With Willow, Google is focusing not just on quantum speed, but on building a foundation that can scale into the millions of qubits needed for real-world applications. It's a bet on depth, discipline, and data integrity—one that positions Google at the front of the quantum hardware race.
Microsoft’s Majorana 1: Betting on a Different Kind of Qubit
While Google is scaling up with traditional superconducting qubits, Microsoft is taking a different path entirely. In early 2025, they announced Majorana 1, a quantum chip built on what they call topological qubits, a type of qubit that in theory, is far more stable and less error-prone than anything built so far.
Topological qubits aren’t just a different flavor of the same thing; they’re based on exotic physics involving something called Majorana zero modes. These are quasi-particles that, instead of storing information in a single place, braid that information into the space between particles. That "braiding" gives the qubit natural protection from many sources of noise and disturbance. Instead of painting data onto a surface where it can be easily smudged, topological qubits engrave that information into the structure itself, making it far more resistant to errors.

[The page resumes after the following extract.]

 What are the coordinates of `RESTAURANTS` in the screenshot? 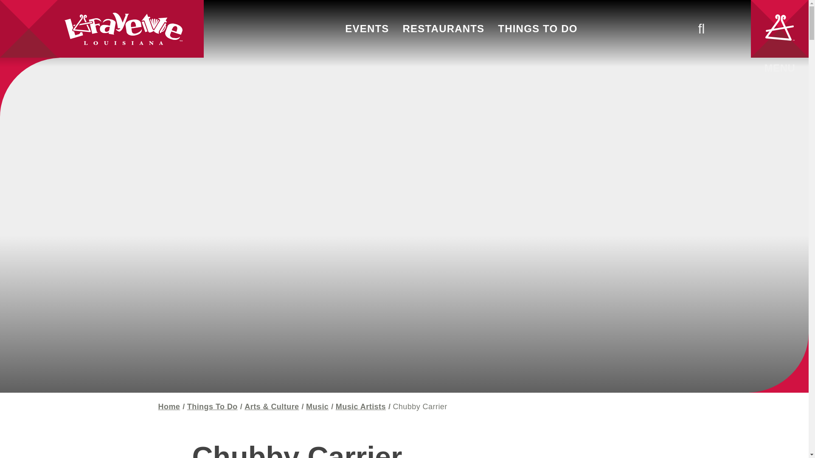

But this approach is still experimental. While Microsoft claims to have demonstrated the first topological qubit, some physicists are still waiting for stronger proof. That said, if they’re right, it would solve one of quantum computing’s biggest problems: error correction at scale. Where others add more physical qubits to fix errors, Microsoft is trying to build qubits that don’t need as much fixing in the first place.

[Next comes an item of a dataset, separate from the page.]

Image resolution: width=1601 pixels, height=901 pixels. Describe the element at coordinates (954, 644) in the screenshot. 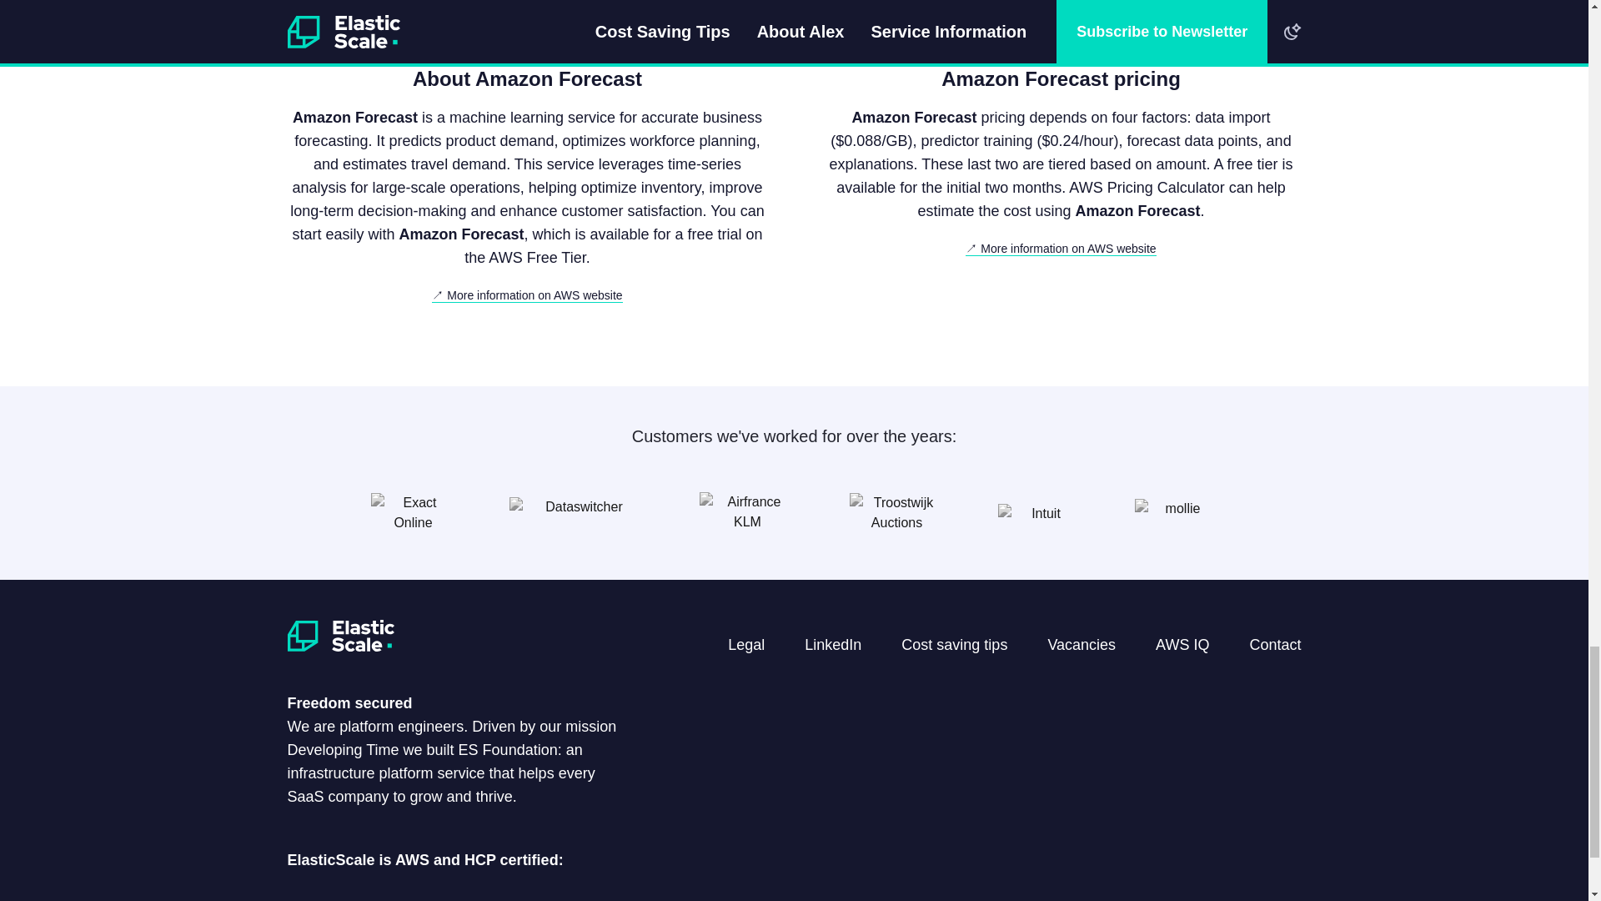

I see `Cost saving tips` at that location.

Majorana 1 might not be the most powerful chip today, but if topological qubits work as hoped, it could be a long-term game-changer—one that trades short-term benchmarks for long-term stability.
Amazon’s Ocelot: Fighting Errors with Schrödinger’s Cat
In February 2025, Amazon joined the quantum hardware race with the announcement of Ocelot, a new chip from its AWS Center for Quantum Computing. But instead of trying to build more qubits or reinvent them entirely, Amazon focused on a different problem: how to handle errors more efficiently, and their solution leans on a clever twist inspired by Schrödinger’s cat.
Ocelot uses something called “cat qubits,” a special type of qubit that naturally resists certain types of errors. Rather than correcting mistakes after they happen, these qubits are designed to avoid them in the first place, reducing the amount of extra hardware needed to keep calculations on track. In early tests, Amazon claims this could cut error correction costs by as much as 90%.
That’s the real headline here. While others are chasing power, Amazon is chasing practicality. Ocelot isn’t the flashiest chip, but it’s built to be scalable, sustainable, and manufacturable, a long-term play for a future where quantum computers need to do more than just prove a point. It may still be early days for Ocelot, but it shows that Amazon is thinking not just about what quantum computers can do, but how to actually build them at scale.
A Race That’s Just Getting Started
For something I didn’t fully understand for over a decade, quantum computing now feels more real than ever. Google, Microsoft, and Amazon are all chasing it from different angles: scaling, stability, and sustainability, but they’re all betting on the same future.
Quantum computers won’t replace your phone, but they might solve problems even today’s supercomputers can’t. From drug discovery to AI, the impact could be massive.
If this post made quantum computing feel a little less mysterious, I’d love to hear your thoughts. Let’s connect on LinkedIn and keep the curiosity going.